Subject: English Language Arts (3)
Title: Cause and Effect of Dams
Description: Students will discuss the definition of cause and effect, and the teacher will explicitly explain the definition of cause and effect as well as introduce keywords used in determining cause and effect. Students will be introduced to an informational text about dams. The teacher will model determining a cause-and-effect relationship found in the text. Next, the students will practice determining cause and effect in the same text. Students will use a cause-and-effect graphic organizer to identify cause-and-effect relationships within the informational text. This unit was created as part of the ALEX Interdisciplinary Resource Development Summit. 

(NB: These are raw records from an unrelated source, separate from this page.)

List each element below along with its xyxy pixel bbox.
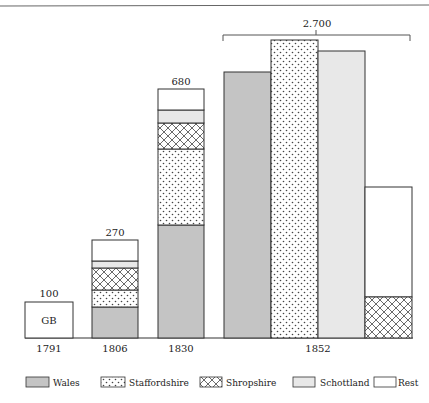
x-label-1806: 1806 <box>102 343 127 354</box>
legend-label-staffordshire: Staffordshire <box>129 378 189 388</box>
segment-shropshire <box>158 123 204 149</box>
legend-label-schottland: Schottland <box>320 378 370 388</box>
total-label-1791: 100 <box>39 288 58 299</box>
bar-1806: 270 <box>92 227 138 338</box>
total-label-1830: 680 <box>171 76 190 87</box>
legend-item-wales: Wales <box>26 377 80 388</box>
legend-swatch-rest <box>374 377 396 387</box>
bracket-1852 <box>223 30 410 41</box>
legend-item-rest: Rest <box>374 377 419 388</box>
legend-item-shropshire: Shropshire <box>200 377 276 388</box>
top-rule <box>0 5 429 6</box>
segment-schottland <box>92 261 138 268</box>
legend-label-rest: Rest <box>398 378 419 388</box>
bar-1852-wales <box>224 72 271 338</box>
bar-1852-shropshire <box>365 297 412 338</box>
legend-label-wales: Wales <box>53 378 80 388</box>
bar-1852-staffordshire <box>271 40 318 338</box>
segment-schottland <box>158 110 204 123</box>
bar-1852-rest <box>365 187 412 297</box>
x-label-1852: 1852 <box>305 343 330 354</box>
legend-item-staffordshire: Staffordshire <box>101 377 189 388</box>
bar-1852-schottland <box>318 51 365 338</box>
chart: GB 100 270 680 2.700 1791 1806 1830 1852 <box>0 0 429 403</box>
segment-staffordshire <box>158 149 204 225</box>
legend: Wales Staffordshire Shropshire Schottlan… <box>26 377 419 388</box>
segment-shropshire <box>92 268 138 290</box>
segment-wales <box>92 307 138 338</box>
legend-label-shropshire: Shropshire <box>226 378 276 388</box>
segment-staffordshire <box>92 290 138 307</box>
segment-rest <box>92 240 138 261</box>
bar-1791-inner-label: GB <box>41 315 56 326</box>
bar-1791: GB 100 <box>25 288 73 338</box>
x-label-1791: 1791 <box>36 343 61 354</box>
x-label-1830: 1830 <box>168 343 193 354</box>
legend-swatch-wales <box>26 377 49 387</box>
legend-swatch-staffordshire <box>101 377 125 387</box>
segment-wales <box>158 225 204 338</box>
legend-swatch-schottland <box>293 377 315 387</box>
bars-1852: 2.700 <box>223 18 412 338</box>
legend-item-schottland: Schottland <box>293 377 370 388</box>
legend-swatch-shropshire <box>200 377 222 387</box>
total-label-1852: 2.700 <box>303 18 332 29</box>
total-label-1806: 270 <box>105 227 124 238</box>
bar-1830: 680 <box>158 76 204 338</box>
segment-rest <box>158 89 204 110</box>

Subject: English Language Arts (3), or Science (3)
Title: Exploring Nonfiction Texts to Determine How Climate Impacts Different Weather Phenomenon
Description: The lesson will begin with students accessing their prior knowledge of weather and climates by completing a warm-up writing prompt. Students will then move to reading texts on the subjects of tornadoes, hurricanes, earthquakes, and droughts to determine if and how climate affects these weather phenomena. In groups, students will create a half-poster that describes their findings in text and pictures. At the end of the lesson, students will view a graph to extend their learning about tornadoes and hint at a future lesson while also completing an "exit ticket" as a means of summative assessment.  This unit was created as part of the ALEX Interdisciplinary Resource Development Summit.


Subject: English Language Arts (3)
Title: People Things- The Power of Personification in Literature
Description: This lesson teaches personification as a form of figurative language. Students will be introduced to characters and objects in stories, poems, and a movie clip that possess human characteristics. This topic can be used as a stand-alone lesson or with a unit on figurative language.


Subject: English Language Arts (3)
Title: The Other Side of the Fence: Point of View at the Zoo
Description: This third-grade English Language Arts project lesson is focused on point of view using the zoo as a theme. The lesson includes a zoo field trip or virtual zoo field trip, class discussions, a mini scrapbook point-of-view project, and a short presentation to the class. This lesson could be modified for upper or lower grade levels.